This event was designed to strengthen relationships between the Wales and England Forums and their members, and to build closer ties with Scotland to create a UK wide network. The aim of the day was to create a creative and dynamic event where people could come together and hear each other’s stories and learn from each other whilst also developing some clear action points to move co-operative social care forwards.

What we set out to achieve

The day started with an interactive warm-up where everyone got to speak to the people they had never met before and to learn about each other about their aims for the day. Following this, Glenn Bowen from Wales Co-op Centre, Laurie Gregory from the Foster Care Co-operative, Fraser Kelly from Social Enterprise Scotland and Giles Wilmore, Associate Lead for People and Communities at Greater Manchester Health and Social Care Partnership  gave a brief insights into what was happening in terms of co-operative care in Wales, England, Scotland and Greater Manchester.

In the next session, using the Co-operatives UK and Co-operative College’s “Owning Our Care” research report as a starting point, participants explored the ‘Why, What and How’ of co-operative social care to generate ideas, examples and contacts that could help shape social care policy across the UK. People agreed that the focus should be on long-term care rather than acute care and that we need to be shouting about the people who are saying “we’re doing this and it works!” to make sure that the sometimes small or isolated initiatives that are making a real difference are more widely known about. Time and again, people talked about the fact that the key for so much of care is loneliness and having friends. What came across was that we’re often asking the wrong questions; professionals need to have more “what matters to you” conversations with citizens as there’s too much focus on a system that tries to ‘fix’ local people.

Participants sat around a table at the social care forum

After a networking lunch, people listened to 3 short presentations on different discussion topics so that participants could join discussion groups and work their way around the different topics that interested them. Adrian Roper from Cartrefi Cymru, a nationwide Welsh charity that recently converted to a co-operative, opened the debate on how we can encourage organisations to democratise themselves into co-ops. Chris Dabbs from Unlimited Potential raised questions around how to better support grass-roots self-help, as fertile soil from which we can support co-ops to grow. Donna Coyle from Care to Co-operate encouraged people to think about how we can support consortia of care agencies as a means of promoting co-operative values and behaviours. This session was kept dynamic by lively facilitation from Julia Houlston-Clark of the Wales Restorative Approaches Partnership, who kept people moving and focused on creating ideas for concrete actions, and agreeing the priority actions to take forwards.

Next steps

The 3 priority actions were to identify positive common cause among local people to create the fertile ground for co-op start-ups, to raise awareness among commissioners about benefits of consortia and to create a beginners guide for commissioners and procurers of how to favour agencies with added social value.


An exact transcription of all the entries is needed; pictures stay out.

**Supplied data**
━━━

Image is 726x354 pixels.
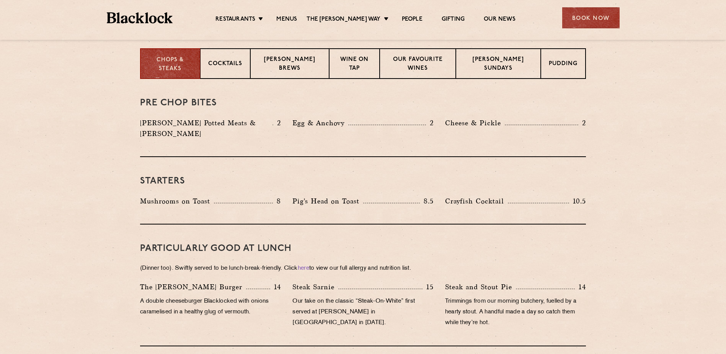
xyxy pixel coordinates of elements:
p: 10.5 [569,196,586,206]
a: Our News [484,16,516,24]
p: 14 [575,282,586,292]
p: 8 [273,196,281,206]
p: [PERSON_NAME] Sundays [464,56,533,74]
p: 2 [579,118,586,128]
p: Pig's Head on Toast [293,196,363,206]
img: BL_Textured_Logo-footer-cropped.svg [107,12,173,23]
p: Mushrooms on Toast [140,196,214,206]
p: Egg & Anchovy [293,118,348,128]
p: 14 [270,282,281,292]
p: 15 [423,282,434,292]
p: Wine on Tap [337,56,371,74]
p: 2 [426,118,434,128]
p: Crayfish Cocktail [445,196,508,206]
a: The [PERSON_NAME] Way [307,16,381,24]
p: Chops & Steaks [149,56,192,73]
p: Steak and Stout Pie [445,281,516,292]
h3: PARTICULARLY GOOD AT LUNCH [140,244,586,253]
div: Book Now [562,7,620,28]
p: [PERSON_NAME] Brews [258,56,321,74]
p: A double cheeseburger Blacklocked with onions caramelised in a healthy glug of vermouth. [140,296,281,317]
p: Trimmings from our morning butchery, fuelled by a hearty stout. A handful made a day so catch the... [445,296,586,328]
p: Our favourite wines [388,56,448,74]
p: [PERSON_NAME] Potted Meats & [PERSON_NAME] [140,118,273,139]
p: Steak Sarnie [293,281,338,292]
a: here [298,265,309,271]
h3: Starters [140,176,586,186]
a: Restaurants [216,16,255,24]
h3: Pre Chop Bites [140,98,586,108]
p: 8.5 [420,196,434,206]
a: People [402,16,423,24]
a: Gifting [442,16,465,24]
a: Menus [276,16,297,24]
p: Cheese & Pickle [445,118,505,128]
p: Pudding [549,60,578,69]
p: Cocktails [208,60,242,69]
p: (Dinner too). Swiftly served to be lunch-break-friendly. Click to view our full allergy and nutri... [140,263,586,274]
p: The [PERSON_NAME] Burger [140,281,246,292]
p: 2 [273,118,281,128]
p: Our take on the classic “Steak-On-White” first served at [PERSON_NAME] in [GEOGRAPHIC_DATA] in [D... [293,296,433,328]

━━━

**Answer for the task**
Image is 726x354 pixels.
xyxy pixel coordinates of elements:
p: 10.5 [569,196,586,206]
a: Our News [484,16,516,24]
p: 14 [575,282,586,292]
p: 8 [273,196,281,206]
p: [PERSON_NAME] Sundays [464,56,533,74]
p: 2 [579,118,586,128]
p: Pig's Head on Toast [293,196,363,206]
img: BL_Textured_Logo-footer-cropped.svg [107,12,173,23]
p: Mushrooms on Toast [140,196,214,206]
p: Egg & Anchovy [293,118,348,128]
p: 14 [270,282,281,292]
p: 15 [423,282,434,292]
p: Wine on Tap [337,56,371,74]
p: 2 [426,118,434,128]
p: Crayfish Cocktail [445,196,508,206]
a: The [PERSON_NAME] Way [307,16,381,24]
p: Chops & Steaks [149,56,192,73]
p: Steak and Stout Pie [445,281,516,292]
h3: PARTICULARLY GOOD AT LUNCH [140,244,586,253]
div: Book Now [562,7,620,28]
p: [PERSON_NAME] Brews [258,56,321,74]
p: A double cheeseburger Blacklocked with onions caramelised in a healthy glug of vermouth. [140,296,281,317]
p: Trimmings from our morning butchery, fuelled by a hearty stout. A handful made a day so catch the... [445,296,586,328]
p: Our favourite wines [388,56,448,74]
p: [PERSON_NAME] Potted Meats & [PERSON_NAME] [140,118,273,139]
p: Steak Sarnie [293,281,338,292]
a: here [298,265,309,271]
h3: Starters [140,176,586,186]
a: Restaurants [216,16,255,24]
h3: Pre Chop Bites [140,98,586,108]
p: 8.5 [420,196,434,206]
a: People [402,16,423,24]
a: Gifting [442,16,465,24]
a: Menus [276,16,297,24]
p: Cheese & Pickle [445,118,505,128]
p: Pudding [549,60,578,69]
p: Cocktails [208,60,242,69]
p: (Dinner too). Swiftly served to be lunch-break-friendly. Click to view our full allergy and nutri... [140,263,586,274]
p: The [PERSON_NAME] Burger [140,281,246,292]
p: 2 [273,118,281,128]
p: Our take on the classic “Steak-On-White” first served at [PERSON_NAME] in [GEOGRAPHIC_DATA] in [D... [293,296,433,328]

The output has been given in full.